Hi, I wonder whether someone may be able to help me please.
I'm trying to change the "apiStartTime" which is in the following format 'Sat Mar 5 00:00:00 2016' including the apostrophes to an epoch time so I can perform some date calculations.
So I've been looking at the Splunk documentation here and I thought I'd understood the variables I need to use and then convert and I put together the following:
|eval startTime=strptime(apiStartTime, "%a %m %d %H:%M:%S %Y")|convert timeformat="%d/%b/%Y" ctime(startTime)
Unfortunately though this isn't working, and I'm not sure why.
I just wondered whether someone could possibly look at this please and let me know where I've gone wrong.
Many thanks and kind regards
Chris
The first half of your SPL correctly converts an apiStartTime string into epoch form. The second half converts the epoch back into a string, which may not be necessary, depending on why you need an epoch.
This is reviving a very old thread, but I will still post this in case someone else needs it. Try:
|eval startTime=strptime('apiStartTime', "'%a %b %e %H:%M:%S %Y'")
The first half of your SPL correctly converts an apiStartTime string into epoch form. The second half converts the epoch back into a string, which may not be necessary, depending on why you need an epoch.
Hi, thank you for coming back to me with this and for the clarification on my query.
The problem is, is that in isolation this line
|eval startTime=strptime(apiStartTime, "%a %m %d %H:%M:%S %Y")
isn't converting the api time to epoch.
Kind Regards
Chris
If apiStartTime truly includes apostrophes, then the format string should be "'%a %m %d %H:%M:%S %Y'"
.
Hi, thank you for this. I just had to make a minor change to "'%a %m %b %H:%M:%S %Y'", which now works great.
In my initial testing I had incorporated a ' but with a % beforehand, because in the documentation it suggested to use something as a literal character add a % beforehand. I obviously misinterpreted this.
Once again thank you for your help and kind regards
Chris
In strptime
and strftime
format strings, all characters are literal except those preceded by '%'. Use "%%" to get a literal '%'.
Ahh I see.
That's a lot clearer now. Thank you.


**INSTRUCTIONS TO FOLLOW**
Your answer should be every line below that includes the word "Nova".

[Opening DATA RECORDS section]

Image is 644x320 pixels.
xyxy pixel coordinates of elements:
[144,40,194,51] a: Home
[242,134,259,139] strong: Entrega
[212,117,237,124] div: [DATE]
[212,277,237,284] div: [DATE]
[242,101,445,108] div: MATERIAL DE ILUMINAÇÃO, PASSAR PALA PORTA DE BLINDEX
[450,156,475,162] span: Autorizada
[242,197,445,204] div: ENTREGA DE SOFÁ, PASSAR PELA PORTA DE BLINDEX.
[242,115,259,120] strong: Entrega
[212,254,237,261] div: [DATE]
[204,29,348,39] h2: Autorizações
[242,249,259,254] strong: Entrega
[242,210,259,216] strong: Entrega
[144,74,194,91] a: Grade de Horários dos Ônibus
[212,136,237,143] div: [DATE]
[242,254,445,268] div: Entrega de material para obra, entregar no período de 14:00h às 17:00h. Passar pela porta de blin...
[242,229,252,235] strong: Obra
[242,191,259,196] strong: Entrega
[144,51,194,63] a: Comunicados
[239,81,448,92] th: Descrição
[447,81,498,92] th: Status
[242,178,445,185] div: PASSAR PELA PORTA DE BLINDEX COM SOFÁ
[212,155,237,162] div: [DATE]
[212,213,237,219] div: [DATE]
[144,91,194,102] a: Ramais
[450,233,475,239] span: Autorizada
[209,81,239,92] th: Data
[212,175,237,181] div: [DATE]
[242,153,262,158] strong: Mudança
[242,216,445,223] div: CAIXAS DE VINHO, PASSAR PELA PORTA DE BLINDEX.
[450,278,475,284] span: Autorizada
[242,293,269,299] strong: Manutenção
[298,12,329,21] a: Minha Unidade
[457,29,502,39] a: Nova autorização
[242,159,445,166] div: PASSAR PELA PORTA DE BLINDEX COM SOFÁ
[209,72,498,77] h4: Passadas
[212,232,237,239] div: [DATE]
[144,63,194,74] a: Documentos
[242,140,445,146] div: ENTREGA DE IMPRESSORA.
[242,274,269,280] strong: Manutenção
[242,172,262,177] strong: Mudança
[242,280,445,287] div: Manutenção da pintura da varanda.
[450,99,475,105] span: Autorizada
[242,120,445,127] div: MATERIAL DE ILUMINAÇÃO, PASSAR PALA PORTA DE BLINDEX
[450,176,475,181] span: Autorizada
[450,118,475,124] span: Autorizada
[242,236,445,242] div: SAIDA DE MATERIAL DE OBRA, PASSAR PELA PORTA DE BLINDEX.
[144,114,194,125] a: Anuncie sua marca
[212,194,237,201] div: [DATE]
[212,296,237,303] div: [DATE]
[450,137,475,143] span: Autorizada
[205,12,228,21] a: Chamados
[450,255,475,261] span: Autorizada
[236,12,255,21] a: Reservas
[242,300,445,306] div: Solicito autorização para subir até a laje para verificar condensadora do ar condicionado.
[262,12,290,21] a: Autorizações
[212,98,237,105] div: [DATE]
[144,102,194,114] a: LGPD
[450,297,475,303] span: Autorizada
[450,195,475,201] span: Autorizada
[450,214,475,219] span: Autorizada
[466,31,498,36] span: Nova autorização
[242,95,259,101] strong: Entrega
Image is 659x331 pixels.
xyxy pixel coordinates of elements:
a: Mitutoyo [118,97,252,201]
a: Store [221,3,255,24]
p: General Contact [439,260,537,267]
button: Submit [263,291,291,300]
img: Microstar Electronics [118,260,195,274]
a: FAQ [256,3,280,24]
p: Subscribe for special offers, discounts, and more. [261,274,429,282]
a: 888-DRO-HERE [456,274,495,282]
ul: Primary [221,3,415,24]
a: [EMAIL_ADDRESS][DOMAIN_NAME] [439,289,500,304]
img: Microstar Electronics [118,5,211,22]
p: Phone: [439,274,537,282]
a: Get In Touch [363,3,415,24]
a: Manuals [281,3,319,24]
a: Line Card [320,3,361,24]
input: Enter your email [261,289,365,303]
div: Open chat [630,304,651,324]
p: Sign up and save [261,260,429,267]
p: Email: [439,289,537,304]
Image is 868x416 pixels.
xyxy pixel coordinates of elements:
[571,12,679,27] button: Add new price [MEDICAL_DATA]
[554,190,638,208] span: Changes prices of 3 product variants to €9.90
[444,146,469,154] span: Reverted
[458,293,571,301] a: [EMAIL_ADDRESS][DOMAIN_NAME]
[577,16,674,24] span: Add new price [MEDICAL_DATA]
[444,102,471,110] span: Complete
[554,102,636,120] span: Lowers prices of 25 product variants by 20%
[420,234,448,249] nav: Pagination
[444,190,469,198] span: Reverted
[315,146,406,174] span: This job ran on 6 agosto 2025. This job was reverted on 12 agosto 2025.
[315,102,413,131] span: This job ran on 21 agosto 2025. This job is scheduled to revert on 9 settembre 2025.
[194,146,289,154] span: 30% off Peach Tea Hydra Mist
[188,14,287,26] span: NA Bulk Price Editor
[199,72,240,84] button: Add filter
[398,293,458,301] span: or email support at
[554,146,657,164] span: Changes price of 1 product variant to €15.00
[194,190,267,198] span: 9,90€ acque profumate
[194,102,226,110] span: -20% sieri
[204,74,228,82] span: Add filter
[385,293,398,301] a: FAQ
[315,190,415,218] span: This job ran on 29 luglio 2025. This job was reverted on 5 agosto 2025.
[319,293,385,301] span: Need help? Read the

[Closing DATA RECORDS section]

**ANSWER TO THIS PROBLEM**
[457,29,502,39] a: Nova autorização
[466,31,498,36] span: Nova autorização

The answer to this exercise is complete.